I screamed again. My body felt like it was going to explode from all the pain.

Pain.

It wasn't pain. Pain happened to humans and living, breathing things. It could not happen to anyone or anything because it was not earthly impossible to bear. I had to have done something to deserve it.

"Okay, okay. I'll help her. I'll try. But this might not fix it. It'll just give us time." The voice speaking was tense and I could tell they were usually calm and orderly.

"Just do it." The shaky voice begged.

I heard rattling of metal. I heard footsteps. And then black.

Everything was dissolved into blackness.

After the blackness, colors and shapes, movements all started to appear very slowly in front of me. I wasn't awake. I wasn't dreaming. I didn't know what I was.

I was back there again. My face was pressed against the freezing snow, the melting ice. It stung my face in the same way fire would. My skin was burning. I didn't want to be back here. I wanted to forget that it all ever happened. That I had actually secretly hoped falling into that pond would kill me.

But how could I forget when the image of his eyes kept coming back to me. They were so green that they were hard to even look at, but they also were so green that it was hard to look away.

Who was he and why would he want to save my life? Why would he want to save me of all people? Didn't he know that I had done all of it to myself on purpose?
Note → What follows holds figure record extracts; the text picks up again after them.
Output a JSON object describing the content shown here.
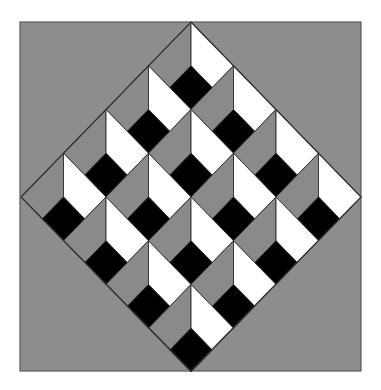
{
  "colors": {
    "page_background": "#ffffff",
    "square_fill": "#8d8d8d",
    "square_border": "#5a5a5a",
    "left_face": "#8a8a8a",
    "right_face": "#ffffff",
    "bottom_face": "#000000",
    "line": "#2e2e2e"
  },
  "square": {
    "x": 20,
    "y": 22,
    "width": 341,
    "height": 349
  },
  "diamond": {
    "top": [
      191,
      22
    ],
    "right": [
      361,
      197
    ],
    "bottom": [
      191,
      371
    ],
    "left": [
      21,
      197
    ]
  },
  "grid": {
    "rows": 4,
    "cols": 4
  }
}
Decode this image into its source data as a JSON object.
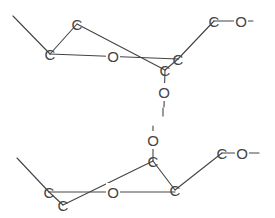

I didn't deserve to be saved. I didn't deserve to be looking at eyes that were so deep and beautiful and a face that was just as perfect.

He was saying something, a name maybe. My name? I couldn't make the word out because I wasn't actually there. This had already happened. I was just reliving it, right? That's the only thing that could make even the least bit of sense. Not that any of this could ever make sense or be explained. The whole situation was confusing.

I wanted to take it back. All of it. The feelings of hopelessness, the fear, the only shed of hope being that maybe the lake would kill me. I didn't want to give up my life. Not after all this pain. Not after being so close to death. It was peaceful, but it was also terrifying and it was taking a fearless step into oblivion.

I didn't want to die. But I didn't want to live either.